By David French

NEW YORK (Reuters) – MetLife (NYSE:MET) and General Atlantic are forming a reinsurance venture, the companies’ executives told Reuters on Wednesday, the latest in a growing trend of insurers and alternative money managers teaming up to boost returns from low-risk insurance assets.

The venture, called Chariot Reinsurance, will have an initial equity contribution of more than $1 billion, with MetLife and General Atlantic each holding around 15% ownership.

Chariot Re, which is due to launch in the first half of 2025, will be headed by Cynthia Smith, most recently the head of MetLife’s group benefits regional business, and be initially seeded with $10 billion of existing MetLife policies.

Fellow insurer Chubb (NYSE:CB) will also be an anchor investor in the venture, with other institutional investors in the process of committing funds, General Atlantic Chief Operating Officer Graves Tompkins (NYSE:TMP) said.

“The high quality, long-duration liabilities that MetLife has been able to offer to Chariot Re aligns really well with our investment strategy of creating value over the long term without taking principal risk,” he said.

The move highlights the increasing convergence between the insurance and asset management industries.

Insurers want to free up capital to invest in new products by moving existing policies off their balance sheets. At the same time, alternative money managers are seeking the kind of steady, low-cost cash which insurance policies provide to invest into their strategies for higher returns.

Both MetLife – through its investment management arm – and General Atlantic will manage the assets within Chariot Re, a Bermuda-based life and annuity reinsurance company.

Future assets could also come from MetLife, while there are also significant opportunities to acquire assets from other sources, in particular the pension risk transfer market, said MetLife’s Chief Financial Officer John McCallion, as large corporations increasingly look to outsource the management of their retirement plans to cut costs.

With such opportunities ahead, McCallion said that MetLife understood it could not finance all the potential growth on its own, so getting outside capital was the most logical solution to bridging the gap.

“This is coming from the growth opportunity that we see with our business. It’s just that we’re not going to use our balance sheet for all of it,” he said.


YOUR GOAL:
What you return should be the complete data below, word for word, with no pictures in it.

RECORDS PROVIDED:
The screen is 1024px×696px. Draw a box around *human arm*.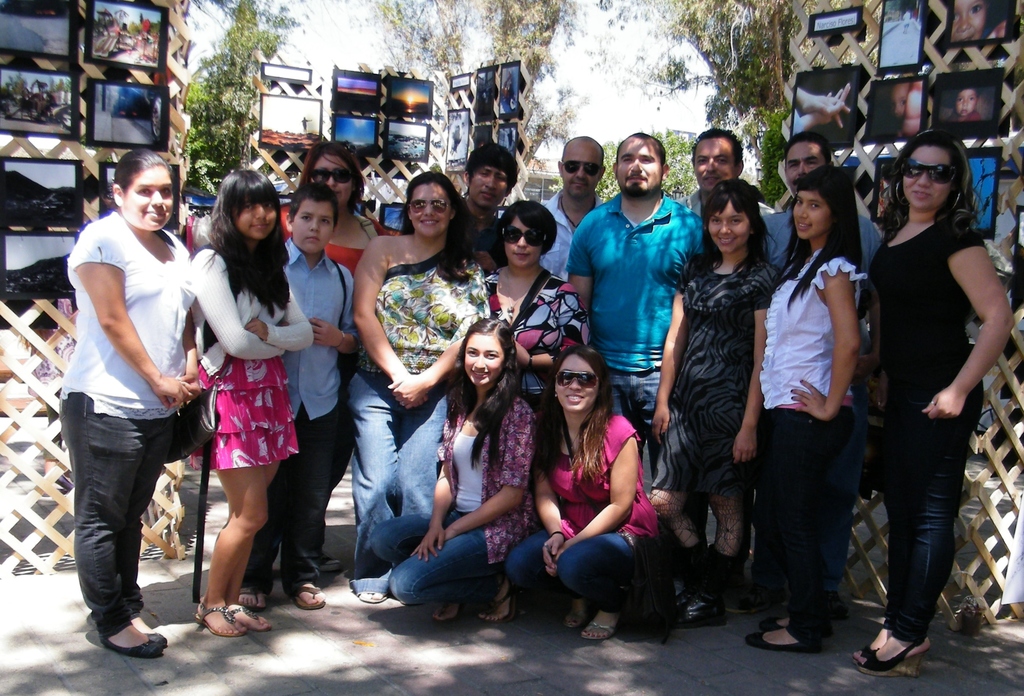
[442,399,535,542].
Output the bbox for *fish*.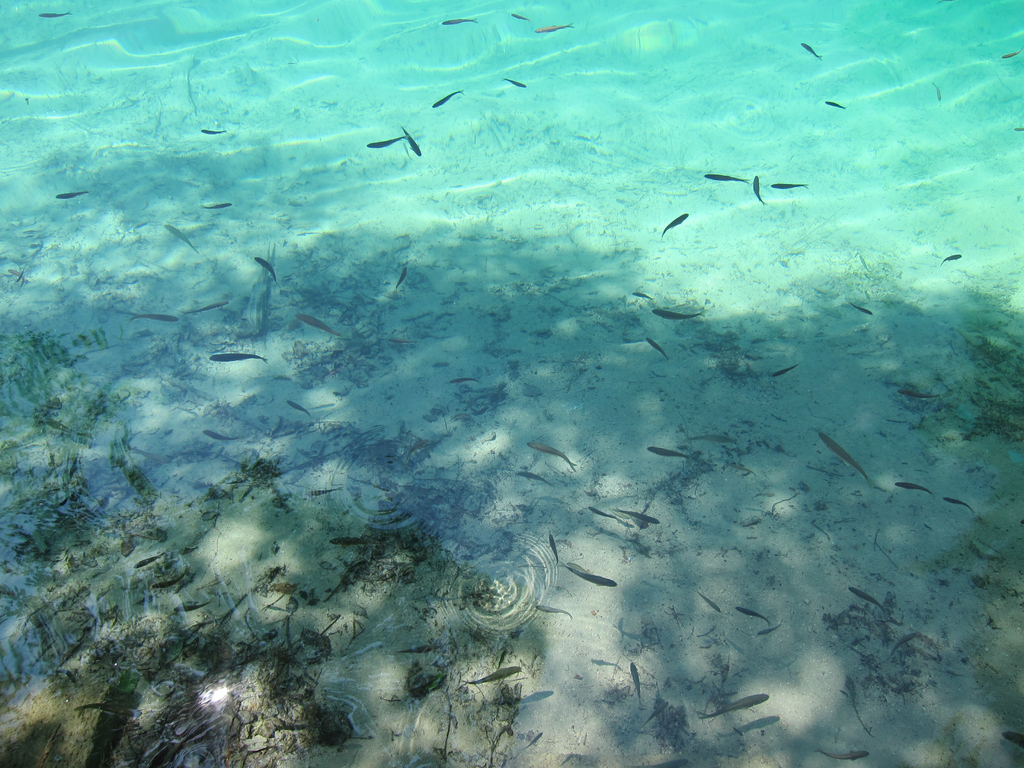
x1=816 y1=749 x2=868 y2=761.
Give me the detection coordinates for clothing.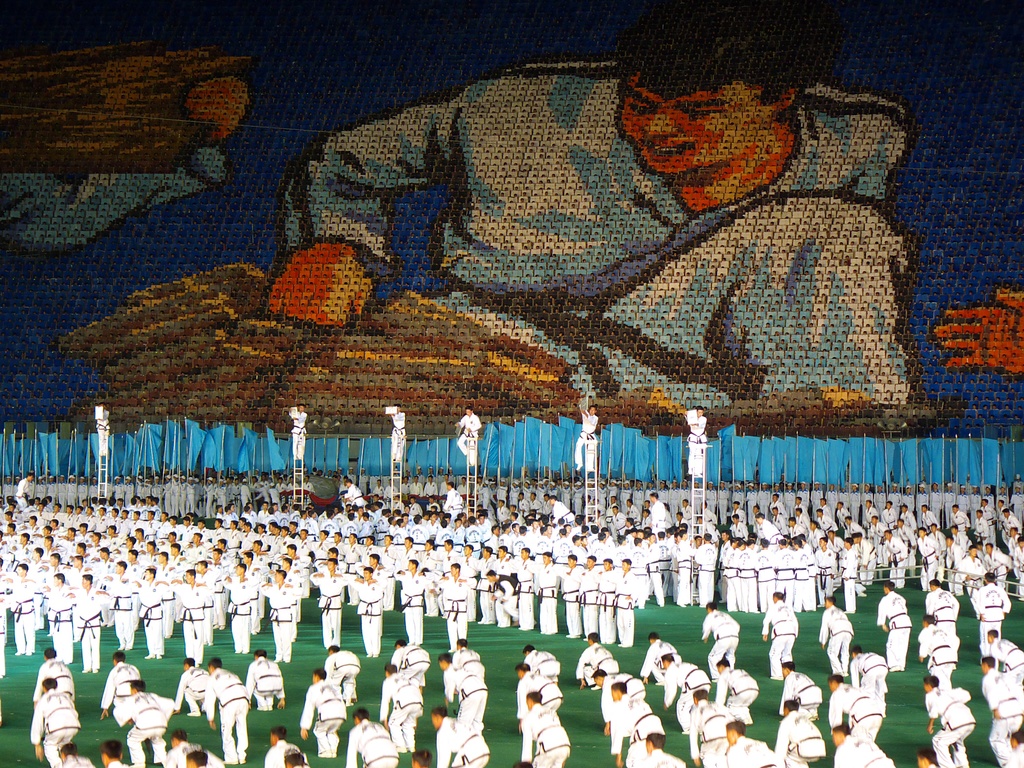
40/596/66/662.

SOLUTION TO THIS EXERCISE:
The screen is 1024px×696px. Draw a box around *human arm*.
[442,399,535,542].
Output the bbox for *fish*.
x1=816 y1=749 x2=868 y2=761.
Give me the detection coordinates for clothing.
40/596/66/662.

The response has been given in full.